The first excerpt represents the past or something you must release, and is drawn from Travels and Researches in South Africa by Dr. David Livingstone:

formerly alight@mercury.interpath.net). To assure a high quality text, the original was typed in (manually) twice and electronically compared. [Note on text: Italicized words or phrases are CAPITALIZED. Some obvious errors have been corrected.]

Missionary Travels and Researches in South Africa. Also called, Travels and Researches in South Africa; or, Journeys and Researches in South Africa. By David Livingstone [British (Scot) Missionary and Explorer--1813-1873.]
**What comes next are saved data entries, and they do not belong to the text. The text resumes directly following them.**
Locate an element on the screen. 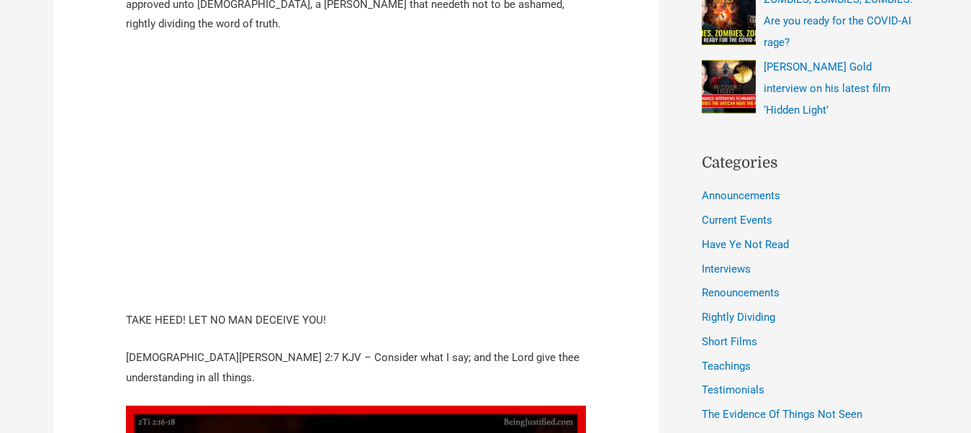  p: TAKE HEED! LET NO MAN DECEIVE YOU! is located at coordinates (356, 321).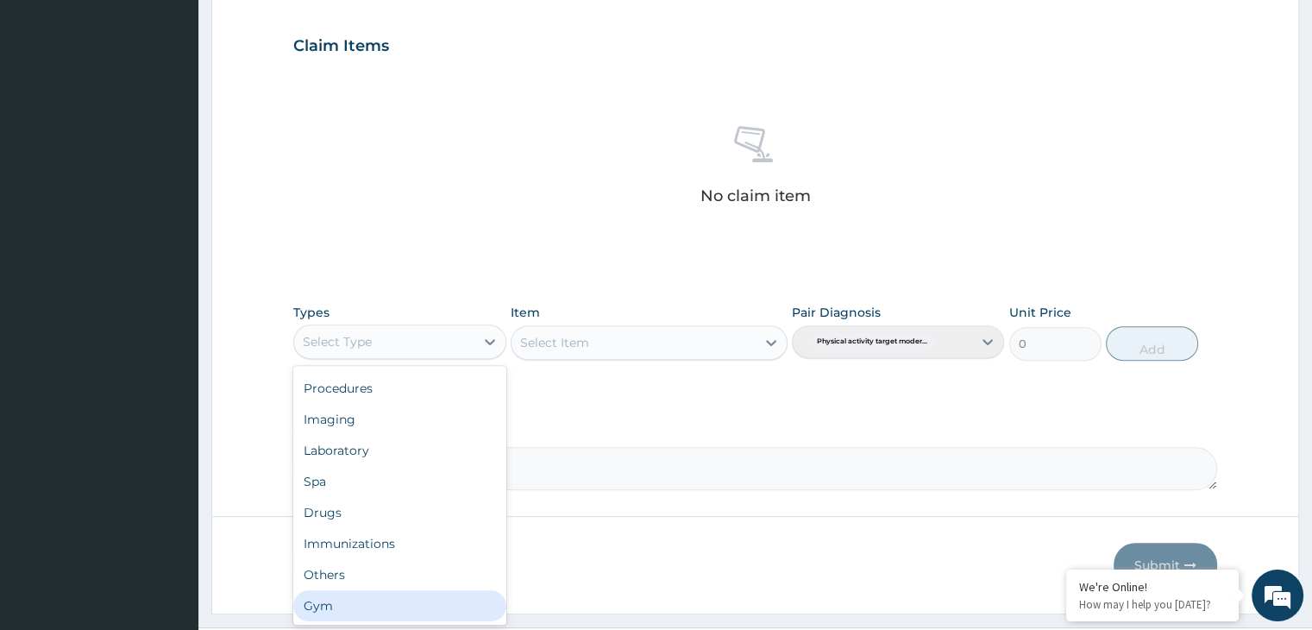 This screenshot has height=630, width=1312. Describe the element at coordinates (755, 196) in the screenshot. I see `p: No claim item` at that location. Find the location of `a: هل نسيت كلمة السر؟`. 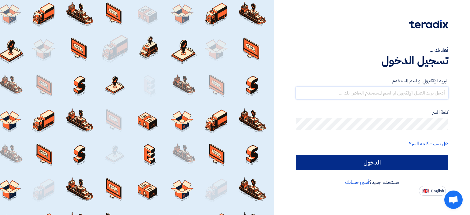

a: هل نسيت كلمة السر؟ is located at coordinates (429, 144).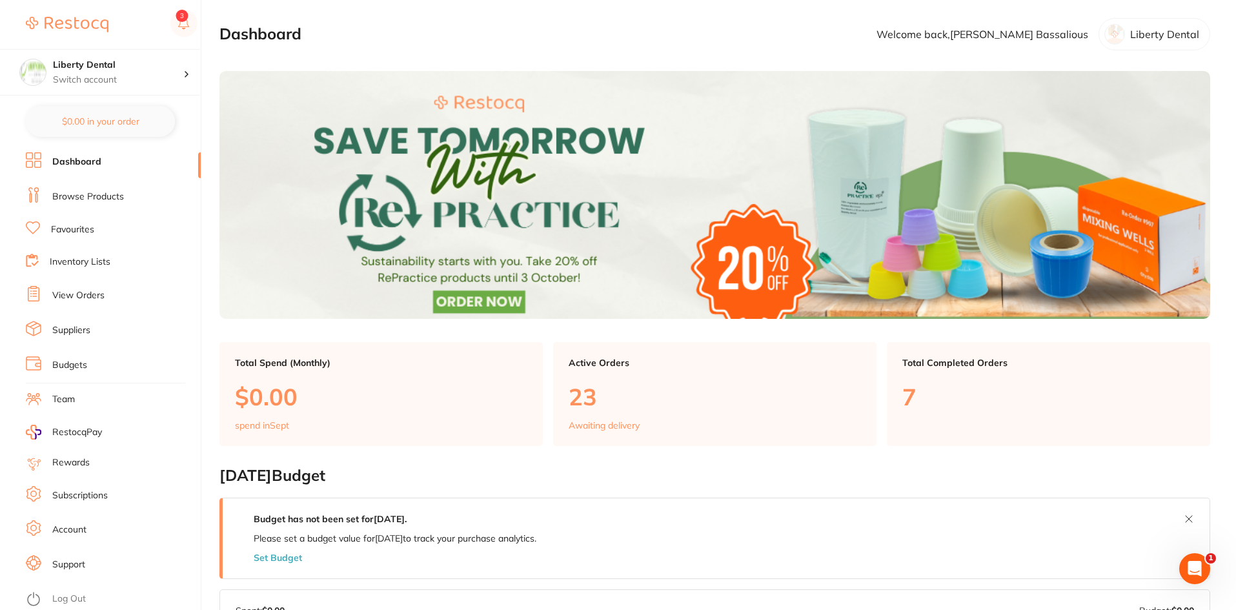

David Livingstone was born in Scotland, received his medical degree from the University of Glasgow, and was sent to South Africa by the London Missionary Society. Circumstances led him to try to meet

The second excerpt represents the present or the deciding factor of the moment, and is drawn from Laches by Plato:

LACHES, OR COURAGE.

by

Plato

Translated by Benjamin Jowett

PERSONS OF THE DIALOGUE: Lysimachus, son of Aristides. Melesias, son of Thucydides. Their sons. Nicias, Laches, Socrates.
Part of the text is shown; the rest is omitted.